Best Arm Identification in Graphical Bilinear Bandits

Authors: Geovani Rizk, Albert Thomas, Igor Colin, Rida Laraki, Yann Chevaleyre

ICML 2021 | Conference PDF | Archive PDF | Plain Text | LLM Run Details

Reproducibility Variable Result LLM Response
Research Type Experimental We propose a decentralized allocation strategy based on random sampling with theoretical guarantees. In particular, we characterize the influence of the graph structure (e.g. star, complete or circle) on the convergence rate and propose empirical experiments that confirm this dependency. Finally, Section 7 evidences the theoretical findings on numerical experiments.
Researcher Affiliation Collaboration 1PSL Universit e Paris Dauphine, CNRS, LAMSADE, Paris, France 2Huawei Noah s Ark Lab 3Liverpool University. Correspondence to: Geovani Rizk <geovani.rizk@dauphine.psl.eu>.
Pseudocode Yes Algorithm 1 Bipartite graph algorithm for Best Arm Identification in Graphical Bilinear Bandits Algorithm 2 Randomized G-Allocation strategy for Graphical Bilinear Bandits
Open Source Code No The paper does not provide any concrete access to source code (e.g., specific repository link, explicit code release statement, or code in supplementary materials) for the methodology described.
Open Datasets No The paper describes the creation of the experimental setup and the parameters used (e.g., node-arms, parameter matrix M, noise distribution) but does not refer to a publicly available dataset with concrete access information (link, DOI, formal citation).
Dataset Splits No The paper does not provide specific dataset split information (exact percentages, sample counts, citations to predefined splits, or detailed splitting methodology) for training, validation, or testing.
Hardware Specification No The paper does not provide specific hardware details (e.g., exact GPU/CPU models, processor types with speeds, memory amounts, or detailed computer specifications) used for running its experiments.
Software Dependencies No The paper does not provide specific ancillary software details (e.g., library or solver names with version numbers like Python 3.8, CPLEX 12.4) needed to replicate the experiment.
Experiment Setup Yes We consider d + 1 node-arms in X Rd where d 2. This node-arm set is made of the d vectors (e1, . . . , ed) forming the canonical basis of Rd and one additional arm xd+1 = (cos(ω), sin(ω), 0, . . . , 0) with ω ]0, π/2]. The parameter matrix M has its first coordinate equal to 2 and the others equal to 0 which makes θ = vec (M ) = (2, 0, . . . , 0) Rd2. We set η(i,j) t N(0, 1), for all edges (i, j) and round t. We consider the two cases where ω = 0.1 and ω = π/2.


PROBLEM — Every line of the data that includes "icon" should be copied out.

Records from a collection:
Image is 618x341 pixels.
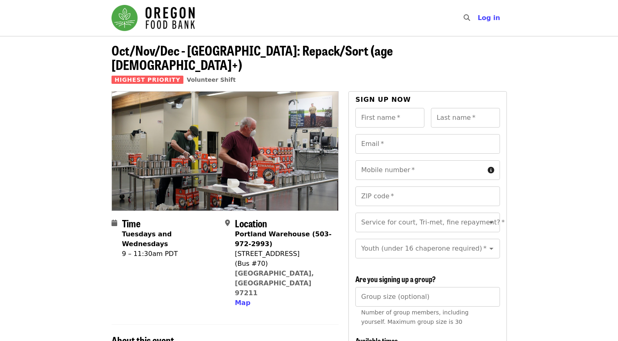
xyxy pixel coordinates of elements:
[361,309,468,325] span: Number of group members, including yourself. Maximum group size is 30
[122,216,140,230] span: Time
[355,108,424,127] input: First name
[355,134,499,154] input: Email
[355,160,484,180] input: Mobile number
[486,216,497,228] button: Open
[122,249,218,258] div: 9 – 11:30am PDT
[431,108,500,127] input: Last name
[187,76,236,83] a: Volunteer Shift
[355,287,499,306] input: [object Object]
[111,40,393,74] span: Oct/Nov/Dec - [GEOGRAPHIC_DATA]: Repack/Sort (age [DEMOGRAPHIC_DATA]+)
[355,96,411,103] span: Sign up now
[355,186,499,206] input: ZIP code
[488,166,494,174] i: circle-info icon
[235,298,250,307] button: Map
[355,273,436,284] span: Are you signing up a group?
[111,5,195,31] img: Oregon Food Bank - Home
[225,219,230,227] i: map-marker-alt icon
[235,299,250,306] span: Map
[477,14,500,22] span: Log in
[122,230,172,247] strong: Tuesdays and Wednesdays
[111,76,184,84] span: Highest Priority
[463,14,470,22] i: search icon
[235,258,332,268] div: (Bus #70)
[235,249,332,258] div: [STREET_ADDRESS]
[111,219,117,227] i: calendar icon
[486,243,497,254] button: Open
[112,91,339,210] img: Oct/Nov/Dec - Portland: Repack/Sort (age 16+) organized by Oregon Food Bank
[235,269,314,296] a: [GEOGRAPHIC_DATA], [GEOGRAPHIC_DATA] 97211
[475,8,481,28] input: Search
[471,10,506,26] button: Log in
[235,230,332,247] strong: Portland Warehouse (503-972-2993)
[235,216,267,230] span: Location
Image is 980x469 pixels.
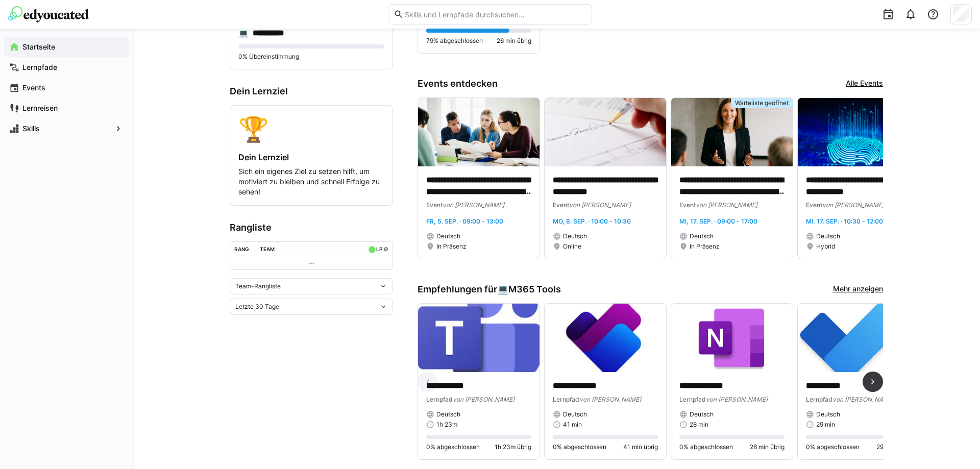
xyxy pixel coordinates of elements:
[383,244,388,253] a: ø
[508,284,561,295] span: M365 Tools
[816,410,840,419] span: Deutsch
[238,167,384,197] p: Sich ein eigenes Ziel zu setzen hilft, um motiviert zu bleiben und schnell Erfolge zu sehen!
[679,395,706,403] span: Lernpfad
[426,443,480,451] span: 0% abgeschlossen
[230,86,393,97] h3: Dein Lernziel
[553,443,607,451] span: 0% abgeschlossen
[679,201,696,208] span: Event
[806,443,860,451] span: 0% abgeschlossen
[436,243,466,250] span: In Präsenz
[453,395,515,403] span: von [PERSON_NAME]
[238,28,248,38] div: 💻️
[235,302,279,311] span: Letzte 30 Tage
[436,410,461,419] span: Deutsch
[823,201,884,208] span: von [PERSON_NAME]
[690,233,714,240] span: Deutsch
[426,218,503,225] span: Fr, 5. Sep. · 09:00 - 13:00
[735,99,788,107] span: Warteliste geöffnet
[816,421,835,429] span: 29 min
[806,395,833,403] span: Lernpfad
[553,395,580,403] span: Lernpfad
[376,246,383,252] div: LP
[816,243,835,250] span: Hybrid
[544,98,666,167] img: image
[426,36,483,45] span: 79% abgeschlossen
[798,98,920,167] img: image
[230,222,393,234] h3: Rangliste
[235,282,281,290] span: Team-Rangliste
[235,246,249,252] div: Rang
[436,233,461,240] span: Deutsch
[238,114,384,144] div: 🏆
[238,152,384,162] h4: Dein Lernziel
[418,78,498,89] h3: Events entdecken
[806,201,823,208] span: Event
[833,284,883,295] a: Mehr anzeigen
[563,421,582,429] span: 41 min
[418,303,540,372] img: image
[624,443,658,451] span: 41 min übrig
[877,443,911,451] span: 29 min übrig
[497,36,531,45] span: 26 min übrig
[679,443,733,451] span: 0% abgeschlossen
[671,303,793,372] img: image
[833,395,894,403] span: von [PERSON_NAME]
[690,421,708,429] span: 28 min
[553,218,631,225] span: Mo, 8. Sep. · 10:00 - 10:30
[495,443,531,451] span: 1h 23m übrig
[443,201,504,208] span: von [PERSON_NAME]
[679,218,758,225] span: Mi, 17. Sep. · 09:00 - 17:00
[570,201,631,208] span: von [PERSON_NAME]
[426,201,443,208] span: Event
[418,98,540,167] img: image
[497,284,561,295] div: 💻️
[404,9,586,19] input: Skills und Lernpfade durchsuchen…
[706,395,768,403] span: von [PERSON_NAME]
[846,78,883,89] a: Alle Events
[563,233,587,240] span: Deutsch
[690,410,714,419] span: Deutsch
[750,443,785,451] span: 28 min übrig
[426,395,453,403] span: Lernpfad
[563,410,587,419] span: Deutsch
[816,233,840,240] span: Deutsch
[580,395,641,403] span: von [PERSON_NAME]
[696,201,758,208] span: von [PERSON_NAME]
[671,98,793,167] img: image
[563,243,582,250] span: Online
[436,421,457,429] span: 1h 23m
[238,52,384,60] p: 0% Übereinstimmung
[544,303,666,372] img: image
[418,284,561,295] h3: Empfehlungen für
[260,246,275,252] div: Team
[553,201,570,208] span: Event
[690,243,719,250] span: In Präsenz
[806,218,883,225] span: Mi, 17. Sep. · 10:30 - 12:00
[798,303,920,372] img: image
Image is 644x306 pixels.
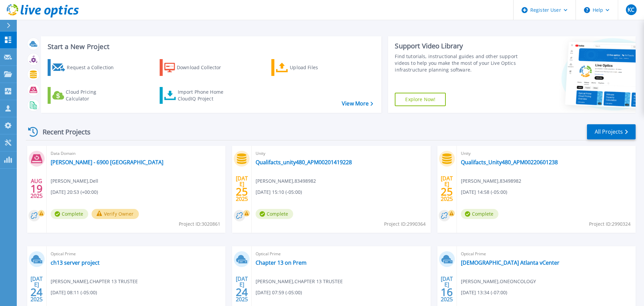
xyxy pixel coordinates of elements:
[589,220,631,228] span: Project ID: 2990324
[51,250,222,258] span: Optical Prime
[236,289,248,295] span: 24
[441,188,453,194] span: 25
[236,188,248,194] span: 25
[31,289,42,295] span: 24
[256,250,427,258] span: Optical Prime
[51,188,98,196] span: [DATE] 20:53 (+00:00)
[461,178,522,184] span: [PERSON_NAME] , 83498982
[256,178,316,184] span: [PERSON_NAME] , 83498982
[30,176,43,201] div: AUG 2025
[461,150,632,157] span: Unity
[342,100,373,107] a: View More
[384,220,426,228] span: Project ID: 2990364
[395,93,446,106] a: Explore Now!
[627,7,635,13] span: KC
[177,61,231,74] div: Download Collector
[461,288,507,296] span: [DATE] 13:34 (-07:00)
[236,176,248,201] div: [DATE] 2025
[461,250,632,258] span: Optical Prime
[177,88,230,102] div: Import Phone Home CloudIQ Project
[51,178,98,184] span: [PERSON_NAME] , Dell
[47,43,373,50] h3: Start a New Project
[256,158,352,166] a: Qualifacts_unity480_APM00201419228
[461,188,507,196] span: [DATE] 14:58 (-05:00)
[395,53,521,73] div: Find tutorials, instructional guides and other support videos to help you make the most of your L...
[51,278,138,285] span: [PERSON_NAME] , CHAPTER 13 TRUSTEE
[256,288,302,296] span: [DATE] 07:59 (-05:00)
[236,277,248,301] div: [DATE] 2025
[179,220,221,228] span: Project ID: 3020861
[441,176,453,201] div: [DATE] 2025
[461,158,558,166] a: Qualifacts_Unity480_APM00220601238
[30,277,43,301] div: [DATE] 2025
[272,59,347,76] a: Upload Files
[51,158,163,166] a: [PERSON_NAME] - 6900 [GEOGRAPHIC_DATA]
[51,288,97,296] span: [DATE] 08:11 (-05:00)
[395,42,521,50] div: Support Video Library
[66,88,119,102] div: Cloud Pricing Calculator
[461,259,560,266] a: [DEMOGRAPHIC_DATA] Atlanta vCenter
[441,289,453,295] span: 16
[47,59,122,76] a: Request a Collection
[256,188,302,196] span: [DATE] 15:10 (-05:00)
[256,150,427,157] span: Unity
[587,124,636,139] a: All Projects
[51,150,222,157] span: Data Domain
[256,259,307,266] a: Chapter 13 on Prem
[51,208,88,219] span: Complete
[92,208,139,219] button: Verify Owner
[256,208,293,219] span: Complete
[256,278,343,285] span: [PERSON_NAME] , CHAPTER 13 TRUSTEE
[441,277,453,301] div: [DATE] 2025
[290,61,343,74] div: Upload Files
[67,61,121,74] div: Request a Collection
[51,259,100,266] a: ch13 server project
[47,87,122,103] a: Cloud Pricing Calculator
[31,186,42,192] span: 19
[461,208,498,219] span: Complete
[461,278,537,285] span: [PERSON_NAME] , ONEONCOLOGY
[160,59,234,76] a: Download Collector
[26,123,100,140] div: Recent Projects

ANSWER AREA —
[488,166,494,174] i: circle-info icon
[225,219,230,227] i: map-marker-alt icon
[463,14,470,22] i: search icon
[111,219,117,227] i: calendar icon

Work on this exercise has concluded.